Kirk’s stance–and it anchors his role in the story–is that he doesn’t really care what can be reached from the back of his wardrobe, but he does wish that the children who go to our schools could be made to think more sensibly about things.
[1] That is to day that both are male and both are good. There is the question of whether Dr. Cornelius, who is half dwarf, ought to be called “a guy.” And if anyone reading this is new to the land of Narnia, let me assure you that in Narnia, dwarves are a race of people, not a kind of human.
[2] I’m going mostly from memory. If you have someone in mind who could reasonably be called a professor, please let me know.
[3] Not really. It’s a curiosity; nothing more.

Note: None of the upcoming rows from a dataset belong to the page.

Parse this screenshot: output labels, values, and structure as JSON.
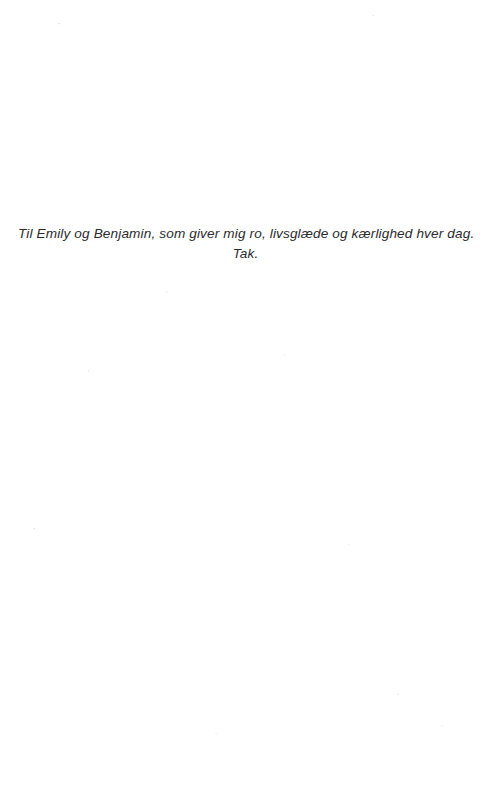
{
  "page": {
    "kind": "book-dedication-page",
    "language": "Danish",
    "background_color": "#ffffff",
    "text_color": "#2b2b2d",
    "width_px": 491,
    "height_px": 789
  },
  "dedication": {
    "lines": [
      "Til Emily og Benjamin, som giver mig ro, livsglæde og kærlighed hver dag.",
      "Tak."
    ],
    "line_1": "Til Emily og Benjamin, som giver mig ro, livsglæde og kærlighed hver dag.",
    "line_2": "Tak.",
    "alignment": "center",
    "style": "italic"
  }
}
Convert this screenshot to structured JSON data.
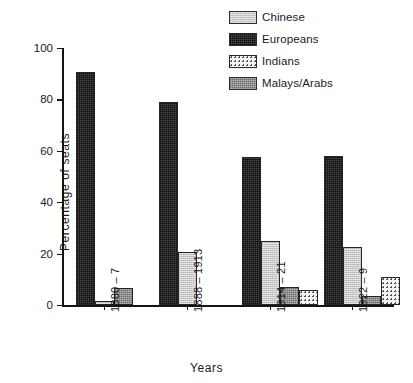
{
  "chart_data": {
    "type": "bar",
    "title": "",
    "xlabel": "Years",
    "ylabel": "Percentage of seats",
    "ylim": [
      0,
      100
    ],
    "yticks": [
      0,
      20,
      40,
      60,
      80,
      100
    ],
    "ytick_labels": [
      "0",
      "20",
      "40",
      "60",
      "80",
      "100"
    ],
    "grid": false,
    "legend_position": "top-right",
    "categories": [
      "1880 – 7",
      "1888 – 1913",
      "1914 – 21",
      "1922 – 9"
    ],
    "series": [
      {
        "name": "Chinese",
        "color": "#c9c9c9",
        "pattern": "light-hatch",
        "values": [
          1.5,
          20.5,
          25.0,
          22.5
        ]
      },
      {
        "name": "Europeans",
        "color": "#4a4a4a",
        "pattern": "dark-dense",
        "values": [
          90.5,
          79.0,
          57.5,
          58.0
        ]
      },
      {
        "name": "Indians",
        "color": "#f3f3f3",
        "pattern": "dotted",
        "values": [
          0,
          0,
          6.0,
          11.0
        ]
      },
      {
        "name": "Malays/Arabs",
        "color": "#8e8e8e",
        "pattern": "mid-hatch",
        "values": [
          6.5,
          0,
          7.0,
          3.5
        ]
      }
    ],
    "bar_order_within_group": [
      "Europeans",
      "Chinese",
      "Malays/Arabs",
      "Indians"
    ],
    "annotations": []
  },
  "legend": {
    "items": [
      {
        "label": "Chinese"
      },
      {
        "label": "Europeans"
      },
      {
        "label": "Indians"
      },
      {
        "label": "Malays/Arabs"
      }
    ]
  }
}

[4] In the social sciences, a branch of knowledge for which Lewis had nothing but contempt. I really think that one of the reasons he wrote That Hideous Strength was to have available to him a plot in which nearly all the villains were sociologists.
[5] John Warwick Montgomery, “The Chronicles of Narnia and the Adolescent Reader” in John Warwick Montgomery, ed., Myth Allegory and Gospel. Minneapolis: Bethany Fellowship, Inc. 1974. Montgomery’s essay appears on pp. 97—118.
[6] A little careful distinction is needed here. The picture shows Bette pretending to enter “the wardrobe.” This is, in fact, C. S. Lewis’s wardrobe and it is the wardrobe he had in mind when he wrote the book. It is, however, made of oak and if the Digory Kirke story were true, it would be made of applewood. Oh well, it is a wardrobe and it is “the” wardrobe, and Bette was not gone for any of our world’s time when she went into it. Hm.
[7] Lewis never forgets that “kirk” is a Scottish word meaning “church.” It’s not a pun, exactly, but he does play with it. He would have loved it if the kirks of his time played the role he wrote out for Digory.